And the Russians are talking about doing it too.
So they might beat us to that.
I think it's Tom Cruise, isn't it?
It is Tom Cruise.
When, on the Russian side, they've got some Russian actress that, that I think is involved.
But I don't know who's going to get it done first.
We'll see what happens.
Wow.
It's another space race.
It's the space Hollywood race.
Are they, are they planning on shooting it in the international space station?
You know, that's the part that I don't really understand because as you guys know, it takes
a lot more to shoot a movie than just an actor, even if it's Tom Cruise.
Not much.
So I don't really know logistically.
Not too much.
So I should know this, but how did you land?
Is it a water landing?
No, it's a land landing.
So the SpaceX Dragon, if you've seen that vehicle, that does land in the water.
Actually we're about to launch another SpaceX coming up here in just a couple of weeks and
I'm involved in that one.
So I'll be going to Florida to help launch that crew.
And then shortly after the crew that's on the space station now will be, will be landing
in water.
But the Soyuz lands on land.
So basically it comes through the atmosphere, which is, you know, it's this incredibly
dynamic process.
I mean, you're literally burning up through the atmosphere.
So in the window that I can see right here next to my head, there's, it's just all this
plasma, this orange flame all around you.
Then their parachute comes out.
So the parachute slows you down significantly.
And then the Soyuz has these soft landing thrusters.
So when you're really pretty close to the ground, then these thrusters fire to give
you a little bit of momentum going back up so that it's a, what they call a soft landing.

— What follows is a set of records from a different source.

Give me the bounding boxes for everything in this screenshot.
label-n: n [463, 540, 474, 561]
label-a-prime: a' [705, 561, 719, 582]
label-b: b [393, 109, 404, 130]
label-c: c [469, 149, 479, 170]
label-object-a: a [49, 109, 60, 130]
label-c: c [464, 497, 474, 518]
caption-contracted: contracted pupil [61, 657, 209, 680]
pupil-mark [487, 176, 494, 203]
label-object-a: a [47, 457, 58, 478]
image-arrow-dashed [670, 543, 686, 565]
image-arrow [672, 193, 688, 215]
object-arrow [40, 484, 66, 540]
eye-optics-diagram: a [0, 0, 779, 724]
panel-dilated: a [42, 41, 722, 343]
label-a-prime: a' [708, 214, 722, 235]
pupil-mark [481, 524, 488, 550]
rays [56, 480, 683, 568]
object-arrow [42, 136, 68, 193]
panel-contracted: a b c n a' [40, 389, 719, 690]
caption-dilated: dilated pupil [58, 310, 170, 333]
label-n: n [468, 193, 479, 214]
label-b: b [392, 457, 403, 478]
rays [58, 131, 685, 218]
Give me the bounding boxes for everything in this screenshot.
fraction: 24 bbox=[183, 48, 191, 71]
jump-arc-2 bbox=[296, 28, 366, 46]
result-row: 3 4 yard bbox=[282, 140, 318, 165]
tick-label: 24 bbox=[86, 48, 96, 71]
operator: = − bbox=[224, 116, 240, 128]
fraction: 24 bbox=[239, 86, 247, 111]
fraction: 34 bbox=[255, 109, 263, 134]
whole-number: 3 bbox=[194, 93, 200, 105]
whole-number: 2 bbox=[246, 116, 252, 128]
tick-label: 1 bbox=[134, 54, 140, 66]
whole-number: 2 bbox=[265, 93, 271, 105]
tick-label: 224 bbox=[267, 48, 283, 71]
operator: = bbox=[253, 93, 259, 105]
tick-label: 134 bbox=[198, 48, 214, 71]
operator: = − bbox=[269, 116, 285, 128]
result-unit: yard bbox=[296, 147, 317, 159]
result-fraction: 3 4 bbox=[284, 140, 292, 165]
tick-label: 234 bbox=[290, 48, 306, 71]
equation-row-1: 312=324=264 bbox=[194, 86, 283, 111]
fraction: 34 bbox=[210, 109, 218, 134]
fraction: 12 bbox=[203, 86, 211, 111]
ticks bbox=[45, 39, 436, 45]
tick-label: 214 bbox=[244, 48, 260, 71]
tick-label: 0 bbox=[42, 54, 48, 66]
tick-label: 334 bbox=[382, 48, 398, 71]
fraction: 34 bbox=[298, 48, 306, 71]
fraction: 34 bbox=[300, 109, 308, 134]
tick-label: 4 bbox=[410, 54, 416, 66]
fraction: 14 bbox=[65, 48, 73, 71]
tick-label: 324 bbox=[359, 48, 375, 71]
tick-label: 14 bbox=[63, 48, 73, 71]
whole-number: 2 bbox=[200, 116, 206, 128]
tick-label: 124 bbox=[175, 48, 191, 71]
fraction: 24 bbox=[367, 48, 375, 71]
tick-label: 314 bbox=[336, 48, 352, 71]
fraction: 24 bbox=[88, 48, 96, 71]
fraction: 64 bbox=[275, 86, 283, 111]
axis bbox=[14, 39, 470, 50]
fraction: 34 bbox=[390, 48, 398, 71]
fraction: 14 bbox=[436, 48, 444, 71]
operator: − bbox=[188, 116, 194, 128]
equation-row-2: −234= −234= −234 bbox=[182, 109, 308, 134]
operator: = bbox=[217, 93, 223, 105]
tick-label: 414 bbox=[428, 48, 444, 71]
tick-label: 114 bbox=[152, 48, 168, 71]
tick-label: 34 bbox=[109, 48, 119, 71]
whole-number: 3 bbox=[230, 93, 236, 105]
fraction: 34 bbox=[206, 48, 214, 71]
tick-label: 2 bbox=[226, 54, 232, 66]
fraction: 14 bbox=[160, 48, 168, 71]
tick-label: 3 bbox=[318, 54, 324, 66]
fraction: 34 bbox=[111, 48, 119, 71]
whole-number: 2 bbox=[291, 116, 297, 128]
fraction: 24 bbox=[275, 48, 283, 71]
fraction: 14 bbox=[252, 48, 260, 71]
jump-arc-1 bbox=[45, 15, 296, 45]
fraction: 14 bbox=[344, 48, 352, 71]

And it's, you know, people described it to me as being at a car crash because obviously
it's not that soft.
You're still falling back to the earth, but it was actually softer than I anticipated.
You fit pretty well in your little custom made seat.

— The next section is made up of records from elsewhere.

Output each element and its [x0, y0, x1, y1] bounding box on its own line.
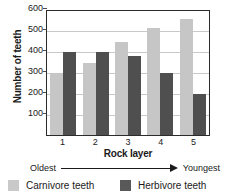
- bar-group-3: [115, 11, 141, 135]
- legend-item-herbivore: Herbivore teeth: [120, 180, 206, 191]
- age-direction-annotation: Oldest Youngest: [30, 161, 220, 175]
- legend-item-carnivore: Carnivore teeth: [8, 180, 120, 191]
- bar-carnivore-2: [83, 63, 96, 135]
- bar-group-4: [147, 11, 173, 135]
- bar-herbivore-5: [193, 94, 206, 135]
- y-tick-100-text: 100: [28, 108, 43, 118]
- y-tick-200-text: 200: [28, 87, 43, 97]
- arrow-line: [61, 168, 171, 169]
- y-axis-tick-labels: 600 500 400 300 200 100: [17, 8, 43, 136]
- y-tick-300: 300: [17, 67, 43, 76]
- chart-legend: Carnivore teeth Herbivore teeth: [8, 178, 221, 192]
- y-tick-500: 500: [17, 25, 43, 34]
- legend-label-carnivore: Carnivore teeth: [26, 180, 94, 191]
- bar-carnivore-3: [115, 42, 128, 135]
- legend-label-herbivore: Herbivore teeth: [138, 180, 206, 191]
- y-tick-100: 100: [17, 109, 43, 118]
- plot-area: [46, 10, 210, 136]
- bar-carnivore-5: [180, 19, 193, 135]
- y-tick-300-text: 300: [28, 66, 43, 76]
- bar-chart-figure: Number of teeth 600 500 400 300 200 100: [0, 0, 227, 196]
- dark-gray-swatch-icon: [120, 180, 131, 191]
- y-tick-400-text: 400: [28, 45, 43, 55]
- right-arrow-icon: [61, 163, 178, 173]
- bar-herbivore-3: [128, 56, 141, 135]
- youngest-label: Youngest: [183, 163, 220, 173]
- light-gray-swatch-icon: [8, 180, 19, 191]
- bar-groups: [47, 11, 209, 135]
- bar-group-2: [83, 11, 109, 135]
- bar-group-5: [180, 11, 206, 135]
- bar-herbivore-2: [96, 52, 109, 135]
- x-axis-title: Rock layer: [46, 148, 210, 159]
- y-tick-400: 400: [17, 46, 43, 55]
- bar-carnivore-4: [147, 28, 160, 135]
- bar-group-1: [50, 11, 76, 135]
- bar-herbivore-4: [160, 73, 173, 135]
- y-tick-500-text: 500: [28, 24, 43, 34]
- bar-herbivore-1: [63, 52, 76, 135]
- arrow-head: [170, 164, 178, 172]
- y-tick-600: 600: [17, 4, 43, 13]
- y-tick-mark: [43, 8, 47, 9]
- y-tick-200: 200: [17, 88, 43, 97]
- bar-carnivore-1: [50, 73, 63, 135]
- y-tick-600-text: 600: [28, 3, 43, 13]
- oldest-label: Oldest: [30, 163, 56, 173]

They actually, it's really interesting.
In Russia, there are these little old Russians in white suits in this room and there's like
this little bassinet and they put you in it and they pour a mold around you to make this
custom fit seat liner.
It is like straight out of a 1960s movie.

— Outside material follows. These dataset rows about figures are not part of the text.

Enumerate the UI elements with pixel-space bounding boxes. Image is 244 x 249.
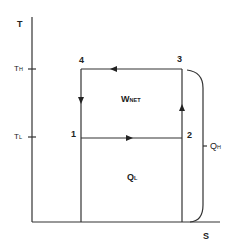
qh-main: Q — [210, 141, 217, 151]
state-1-label: 1 — [71, 130, 76, 139]
wnet-sub: NET — [130, 97, 141, 103]
ql-label: QL — [127, 173, 137, 182]
qh-bracket — [187, 70, 203, 222]
th-label: TH — [14, 65, 23, 73]
arrow-left-icon — [110, 66, 117, 72]
arrow-up-icon — [179, 104, 185, 111]
t-axis-label: T — [17, 20, 23, 29]
qh-sub: H — [217, 144, 221, 150]
th-sub: H — [19, 66, 23, 72]
state-3-label: 3 — [177, 55, 182, 64]
state-2-label: 2 — [187, 131, 192, 140]
arrow-right-icon — [126, 135, 133, 141]
wnet-main: W — [121, 94, 130, 104]
tl-label: TL — [14, 133, 22, 141]
tl-sub: L — [19, 134, 22, 140]
wnet-label: WNET — [121, 95, 141, 104]
ts-diagram-canvas — [0, 0, 244, 249]
state-4-label: 4 — [79, 56, 84, 65]
ql-sub: L — [134, 175, 137, 181]
s-axis-label: S — [203, 232, 209, 241]
ql-main: Q — [127, 172, 134, 182]
qh-label: QH — [210, 142, 221, 151]
arrow-down-icon — [78, 97, 84, 104]
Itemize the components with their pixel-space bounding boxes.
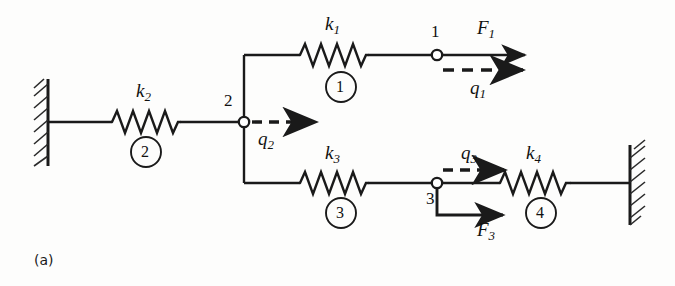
displacement-label-q3: q3 [461, 143, 477, 165]
spring-label-k2: k2 [136, 81, 151, 103]
spring-label-k4: k4 [526, 143, 541, 165]
force-label-F3: F3 [477, 220, 495, 242]
force-label-F1: F1 [477, 18, 495, 40]
node-marker-3 [432, 178, 442, 188]
node-marker-2 [239, 117, 249, 127]
node-label-1: 1 [431, 23, 440, 40]
spring-label-k1: k1 [325, 14, 340, 36]
node-marker-1 [432, 50, 442, 60]
element-number-3: 3 [336, 205, 344, 221]
displacement-label-q2: q2 [258, 129, 274, 151]
spring-k3 [300, 172, 368, 194]
force-arrow-F3 [437, 188, 503, 215]
left-wall [34, 79, 48, 166]
right-wall [630, 140, 645, 225]
node-label-2: 2 [224, 92, 233, 109]
spring-k2 [112, 111, 180, 133]
element-number-1: 1 [336, 79, 344, 95]
figure-container: k1 k2 k3 k4 1 2 3 4 1 2 3 F1 F3 q1 q2 q3… [0, 0, 675, 286]
left-wall-hatching [34, 79, 48, 166]
spring-k1 [300, 44, 368, 66]
displacement-label-q1: q1 [470, 78, 486, 100]
right-wall-hatching [630, 140, 645, 225]
node-label-3: 3 [426, 190, 435, 207]
spring-k4 [500, 172, 570, 194]
element-number-2: 2 [141, 144, 149, 160]
figure-caption: (a) [34, 253, 54, 267]
element-number-4: 4 [536, 205, 544, 221]
spring-label-k3: k3 [325, 143, 340, 165]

It's, it's really kind of.
Oh, that sounds so comfy.
And then it's like little springs underneath the seat to absorb some of the impact of landing.
The seat cocks.
It moves up to, yeah, to help absorb that impact as well.
So the seat does help, but I was actually pretty surprised how soft it was.
But let me ask you something.
You're a marine biologist, which is amazing.
How can you talk about your relationship between learning stuff deep in the ocean and space
and how it's similar and any experiments that you've done in space that you can share
with us and the results of that?
Cause that's fascinating to me.
So I think, you know, there are definitely a lot of parallels to me.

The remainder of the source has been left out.